This happened years back when I was young, naive and spineless.
I worked at a small convenience store on evenings when I was in university. One day I was closing by myself and a few hours into my shift, I went to the washroom and experienced a pain unlike anything I had ever felt (spoiler, it was my first UTI and the worst one I've ever gotten).
Fairly convinced I was dying, I called the owners (husband and wife). The husband picked up and I was already crying. I tried explaining my situation but he got weird real and passed the phone to his wife.
I explained in was in intense pain and asked if I could leave to go to the hospital (asking instead of telling was my first mistake).
She went quiet today and I heard muffled sounds. The husband came back on the phone. “Hi. Yeah. So tonight is a school night, and we can't leave [child] here without a baby-sitter.. and [only other employee] has night classes today”.
I was denied the right to leave or lock up, and had to close as scheduled. I worked the last 4 hours of my shift holding back tears and serving customers with a smile.

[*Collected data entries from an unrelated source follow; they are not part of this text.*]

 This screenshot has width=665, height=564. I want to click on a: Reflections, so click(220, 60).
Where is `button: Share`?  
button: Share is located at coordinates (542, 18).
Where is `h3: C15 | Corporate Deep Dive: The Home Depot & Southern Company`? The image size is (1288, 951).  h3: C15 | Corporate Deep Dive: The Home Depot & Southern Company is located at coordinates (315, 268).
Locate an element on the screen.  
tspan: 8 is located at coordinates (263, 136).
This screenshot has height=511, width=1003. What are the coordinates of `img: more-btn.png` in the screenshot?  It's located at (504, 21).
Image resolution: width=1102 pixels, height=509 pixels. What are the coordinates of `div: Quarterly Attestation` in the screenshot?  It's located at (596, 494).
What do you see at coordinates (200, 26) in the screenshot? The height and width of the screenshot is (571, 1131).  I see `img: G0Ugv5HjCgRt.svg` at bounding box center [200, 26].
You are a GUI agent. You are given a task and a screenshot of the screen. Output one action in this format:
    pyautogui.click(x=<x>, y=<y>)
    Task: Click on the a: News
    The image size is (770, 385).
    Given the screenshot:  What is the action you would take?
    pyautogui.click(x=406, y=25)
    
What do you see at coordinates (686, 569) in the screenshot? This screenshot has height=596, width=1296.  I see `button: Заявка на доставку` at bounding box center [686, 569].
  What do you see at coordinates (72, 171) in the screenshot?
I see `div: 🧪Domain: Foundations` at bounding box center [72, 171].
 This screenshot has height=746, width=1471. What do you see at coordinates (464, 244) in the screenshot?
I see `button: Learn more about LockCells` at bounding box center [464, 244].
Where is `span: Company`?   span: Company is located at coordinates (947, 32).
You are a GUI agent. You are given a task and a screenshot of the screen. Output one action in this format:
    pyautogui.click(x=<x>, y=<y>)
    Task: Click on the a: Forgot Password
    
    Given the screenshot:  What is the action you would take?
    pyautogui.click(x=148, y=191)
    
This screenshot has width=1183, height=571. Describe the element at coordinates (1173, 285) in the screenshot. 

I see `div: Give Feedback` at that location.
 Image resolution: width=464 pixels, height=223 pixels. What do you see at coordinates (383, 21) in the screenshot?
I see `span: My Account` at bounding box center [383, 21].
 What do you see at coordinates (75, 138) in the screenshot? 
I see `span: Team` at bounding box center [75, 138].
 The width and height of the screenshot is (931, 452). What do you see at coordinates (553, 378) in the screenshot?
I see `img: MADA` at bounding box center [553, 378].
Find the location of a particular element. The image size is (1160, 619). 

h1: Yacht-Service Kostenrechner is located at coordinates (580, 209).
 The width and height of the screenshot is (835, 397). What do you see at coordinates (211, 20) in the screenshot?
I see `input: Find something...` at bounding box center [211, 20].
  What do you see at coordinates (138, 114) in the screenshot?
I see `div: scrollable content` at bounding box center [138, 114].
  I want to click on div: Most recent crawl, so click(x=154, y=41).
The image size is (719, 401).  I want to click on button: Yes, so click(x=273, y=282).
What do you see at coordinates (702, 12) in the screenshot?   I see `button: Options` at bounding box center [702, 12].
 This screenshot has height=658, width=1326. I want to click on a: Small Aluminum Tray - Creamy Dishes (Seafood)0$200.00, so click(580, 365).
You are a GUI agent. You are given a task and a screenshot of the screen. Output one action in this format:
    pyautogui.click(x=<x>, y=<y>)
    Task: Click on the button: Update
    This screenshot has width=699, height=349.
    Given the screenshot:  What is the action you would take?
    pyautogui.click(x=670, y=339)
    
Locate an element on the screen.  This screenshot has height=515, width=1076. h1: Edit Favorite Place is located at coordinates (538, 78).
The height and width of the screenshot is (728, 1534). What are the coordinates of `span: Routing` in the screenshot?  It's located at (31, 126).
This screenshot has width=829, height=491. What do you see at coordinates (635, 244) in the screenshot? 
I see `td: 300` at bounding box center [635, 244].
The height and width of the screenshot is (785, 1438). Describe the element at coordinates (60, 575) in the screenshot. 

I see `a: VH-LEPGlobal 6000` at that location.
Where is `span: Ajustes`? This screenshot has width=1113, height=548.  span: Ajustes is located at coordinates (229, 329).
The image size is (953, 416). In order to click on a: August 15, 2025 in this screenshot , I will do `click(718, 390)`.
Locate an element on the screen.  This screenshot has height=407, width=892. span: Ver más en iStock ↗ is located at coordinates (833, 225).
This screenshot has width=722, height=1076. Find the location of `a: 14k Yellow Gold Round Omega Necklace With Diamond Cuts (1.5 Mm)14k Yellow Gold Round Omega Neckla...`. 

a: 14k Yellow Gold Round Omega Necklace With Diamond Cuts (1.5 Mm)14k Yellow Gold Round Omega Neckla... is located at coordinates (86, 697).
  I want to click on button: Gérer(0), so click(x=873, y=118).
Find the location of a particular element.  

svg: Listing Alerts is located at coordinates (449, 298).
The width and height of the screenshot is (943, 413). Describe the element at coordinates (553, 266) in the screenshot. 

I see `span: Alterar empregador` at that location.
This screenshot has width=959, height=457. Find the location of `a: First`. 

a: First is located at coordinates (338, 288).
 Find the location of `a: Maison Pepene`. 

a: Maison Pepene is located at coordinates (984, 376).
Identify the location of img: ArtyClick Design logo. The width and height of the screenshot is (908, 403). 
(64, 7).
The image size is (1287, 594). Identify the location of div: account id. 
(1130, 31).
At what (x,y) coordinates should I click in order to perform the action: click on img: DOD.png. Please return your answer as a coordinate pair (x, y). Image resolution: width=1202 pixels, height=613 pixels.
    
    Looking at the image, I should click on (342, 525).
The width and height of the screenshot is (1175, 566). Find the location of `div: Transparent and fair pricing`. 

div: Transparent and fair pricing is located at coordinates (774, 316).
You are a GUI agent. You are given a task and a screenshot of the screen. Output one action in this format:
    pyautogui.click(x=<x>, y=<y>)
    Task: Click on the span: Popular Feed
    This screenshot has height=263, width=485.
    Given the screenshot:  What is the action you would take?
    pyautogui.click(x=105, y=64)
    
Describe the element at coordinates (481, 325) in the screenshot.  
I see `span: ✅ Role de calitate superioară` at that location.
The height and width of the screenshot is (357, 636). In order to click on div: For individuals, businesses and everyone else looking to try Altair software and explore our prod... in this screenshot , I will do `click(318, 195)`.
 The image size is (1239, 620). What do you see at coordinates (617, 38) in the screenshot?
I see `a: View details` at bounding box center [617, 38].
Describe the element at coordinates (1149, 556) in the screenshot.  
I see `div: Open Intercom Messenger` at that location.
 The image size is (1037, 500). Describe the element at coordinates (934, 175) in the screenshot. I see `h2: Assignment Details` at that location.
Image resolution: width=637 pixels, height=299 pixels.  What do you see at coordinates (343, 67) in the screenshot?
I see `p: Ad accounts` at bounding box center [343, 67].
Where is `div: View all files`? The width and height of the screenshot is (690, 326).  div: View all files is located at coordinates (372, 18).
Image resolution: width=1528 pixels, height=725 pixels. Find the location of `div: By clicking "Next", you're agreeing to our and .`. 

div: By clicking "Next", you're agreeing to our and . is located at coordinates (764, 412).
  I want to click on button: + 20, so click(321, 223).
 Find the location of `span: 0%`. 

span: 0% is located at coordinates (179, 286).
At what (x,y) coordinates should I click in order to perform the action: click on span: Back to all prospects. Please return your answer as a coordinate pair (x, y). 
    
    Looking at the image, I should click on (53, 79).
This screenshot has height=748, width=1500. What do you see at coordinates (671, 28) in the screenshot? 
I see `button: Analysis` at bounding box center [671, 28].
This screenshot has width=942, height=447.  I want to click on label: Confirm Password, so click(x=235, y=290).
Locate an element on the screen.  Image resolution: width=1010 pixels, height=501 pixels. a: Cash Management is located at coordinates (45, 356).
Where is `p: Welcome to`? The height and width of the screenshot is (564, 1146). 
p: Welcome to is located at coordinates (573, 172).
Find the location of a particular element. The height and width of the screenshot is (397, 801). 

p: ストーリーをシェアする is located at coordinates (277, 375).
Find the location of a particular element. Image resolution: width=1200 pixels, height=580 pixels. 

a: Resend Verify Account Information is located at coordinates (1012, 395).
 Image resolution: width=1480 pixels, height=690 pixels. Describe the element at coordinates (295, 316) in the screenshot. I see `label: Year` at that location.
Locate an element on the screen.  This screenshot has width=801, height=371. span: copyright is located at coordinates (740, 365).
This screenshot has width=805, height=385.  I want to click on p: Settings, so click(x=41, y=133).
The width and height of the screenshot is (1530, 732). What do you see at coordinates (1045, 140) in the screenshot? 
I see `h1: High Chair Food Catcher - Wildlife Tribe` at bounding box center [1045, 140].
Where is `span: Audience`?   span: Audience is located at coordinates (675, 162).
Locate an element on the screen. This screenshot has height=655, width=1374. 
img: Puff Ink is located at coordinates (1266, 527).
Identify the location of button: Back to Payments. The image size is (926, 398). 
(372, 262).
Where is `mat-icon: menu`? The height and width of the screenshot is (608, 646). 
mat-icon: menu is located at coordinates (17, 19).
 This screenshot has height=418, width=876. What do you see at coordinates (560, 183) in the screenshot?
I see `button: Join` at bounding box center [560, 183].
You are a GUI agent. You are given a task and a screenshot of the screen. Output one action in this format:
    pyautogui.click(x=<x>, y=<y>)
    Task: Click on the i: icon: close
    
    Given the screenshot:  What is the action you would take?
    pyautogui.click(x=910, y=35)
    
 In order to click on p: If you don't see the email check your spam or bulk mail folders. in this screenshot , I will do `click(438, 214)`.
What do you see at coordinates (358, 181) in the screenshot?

At the time, I wasn't thinking how weird it was that both of them needed to be home with their child.
Years later, I'm not thinking about it either. Cause guys, it doesn't fucking matter. It wasn't my problem.
This was an emergency. It you own a business, you assume the risk and take on the responsibility of managing emergencies. You make contingency plans. You hire more than 2 employees, get a babysitter or accept you're gonna have to close for the night.
If you do not share in the profit, you do not take on the weight of your job not being able to replace you.
I think that my first step towards not being such an idiot in my opinions on worker's rights.
Today I work a job with over 60 days of paid sick leave available, and coworkers who jump at the prospect of overtime at time and a half. Very few people don't want to put work into anything. We just don't want to do it if the costs don't outweigh the benefits.
Just a little rant. Keep fighting the good fight.